Most Veganuary recipes get forgotten by February 2nd, but these six earned permanent spots in my regular rotation.
Every January, I go vegan. Not because I'm converting, but because it forces me to cook differently. It breaks habits. It makes me think about flavor in ways that a ribeye never demands.
But here's the thing about Veganuary recipes: most of them are forgettable. They're fine for the month, then they disappear into the graveyard of saved Instagram posts you'll never open again.
Over four years of doing this, I've probably tried 60 or 70 vegan recipes. Only six made it into my actual life. These are the ones I cook in March, July, and November. The ones that survived because they're genuinely good, not just good "for vegan food."
If you're doing Veganuary this year, or just want to eat more plants without feeling like you're compromising, start here.
1) Crispy smashed potatoes with garlic tahini
This one seems too simple to be a revelation, but it is. Boil baby potatoes until tender, smash them flat on a sheet pan, drizzle with olive oil, and roast at high heat until the edges get impossibly crispy. The tahini sauce is just tahini, lemon juice, garlic, and enough water to make it drizzle-able.
What makes this work is texture. You get crispy, you get creamy, you get that nutty richness from the tahini. It's the kind of dish that makes you forget you're not eating something more indulgent. I make this as a side for non-vegan meals constantly. It goes with everything.
2) Coconut curry with whatever vegetables you have
I learned this formula once and never needed another curry recipe. Sauté aromatics (onion, garlic, ginger), add curry paste, pour in coconut milk, and simmer whatever vegetables need using up. Chickpeas if you want protein. Serve over rice.
The beauty is the flexibility. It works with sweet potato and spinach. It works with cauliflower and bell peppers. It works when your fridge looks sad and you think there's nothing to eat.
Twenty minutes, one pot, and you've got something that tastes like you tried way harder than you did. This is my default weeknight dinner year-round.
3) Mushroom walnut "meat" tacos
Finely chop mushrooms and walnuts, sauté them with cumin, smoked paprika, chili powder, and a splash of soy sauce. The mixture gets this savory, almost meaty quality that works perfectly in a taco.
Are you going to confuse this for carne asada? No. But that's not the point. It's deeply satisfying on its own terms. Load it into corn tortillas with pickled onions, avocado, and a squeeze of lime. The texture from the walnuts combined with the umami from the mushrooms creates something that actually makes you want another taco.
Not because you're hungry, but because it's that good.
4) Pasta e ceci (pasta with chickpeas)
This Italian classic doesn't need any modification to be vegan. It's already perfect.
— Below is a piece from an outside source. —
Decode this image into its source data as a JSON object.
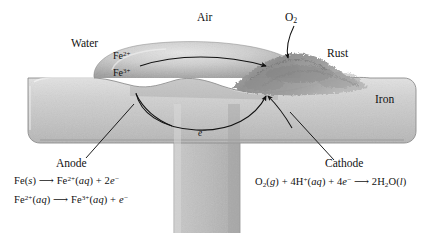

Sauté garlic and rosemary in olive oil, add canned chickpeas with their liquid, mash some of them to create creaminess, and cook small pasta directly in the mixture.
It's humble food that punches way above its weight. The starchy pasta water combines with the chickpea liquid to create this silky sauce that clings to everything. A drizzle of good olive oil at the end, some black pepper, maybe some chili flakes. This is the recipe that taught me vegan food doesn't have to try so hard. Sometimes the simplest approach wins.
5) Black bean soup with all the toppings
Two cans of black beans, vegetable broth, cumin, a chipotle pepper or two, and a blender. That's the base. Blend most of it smooth, leave some chunky for texture. The magic happens with the toppings: avocado, cilantro, pickled jalapeños, tortilla strips, a squeeze of lime.
This soup is the reason I always keep black beans in my pantry. It comes together in maybe 25 minutes and feels like a complete meal. The smokiness from the chipotle, the brightness from the lime, the crunch from the tortilla strips.
Every spoonful has something going on. I've made this for people who had no idea it was vegan until I told them.
6) Roasted cauliflower with chermoula
Roast cauliflower florets until they're charred and caramelized. While that's happening, blend up chermoula: cilantro, parsley, garlic, cumin, paprika, lemon juice, and olive oil. Spoon the bright green sauce over the cauliflower and serve.
The contrast is everything. You've got this deeply roasted, almost nutty cauliflower against this fresh, herbaceous, slightly spicy sauce. It works as a side dish, but honestly, I've eaten an entire head of cauliflower prepared this way as dinner. No regrets.
The chermoula also keeps in the fridge for a week, so you can put it on basically anything.
Final thoughts
The recipes that stick aren't the ones trying to replicate something they're not. They're the ones that are just genuinely delicious, plant-based or otherwise. That's what these six have in common. They don't apologize for being vegan. They don't need a disclaimer.
If you're doing Veganuary, my advice is this: don't try to replace your favorite meals with inferior versions. Find new favorites instead. Cook things that happen to be vegan rather than things that are trying really hard to be.
These six recipes survived four Januaries because they earned their place at the table. Give them a shot, and I'd bet at least a few will stick around for you too.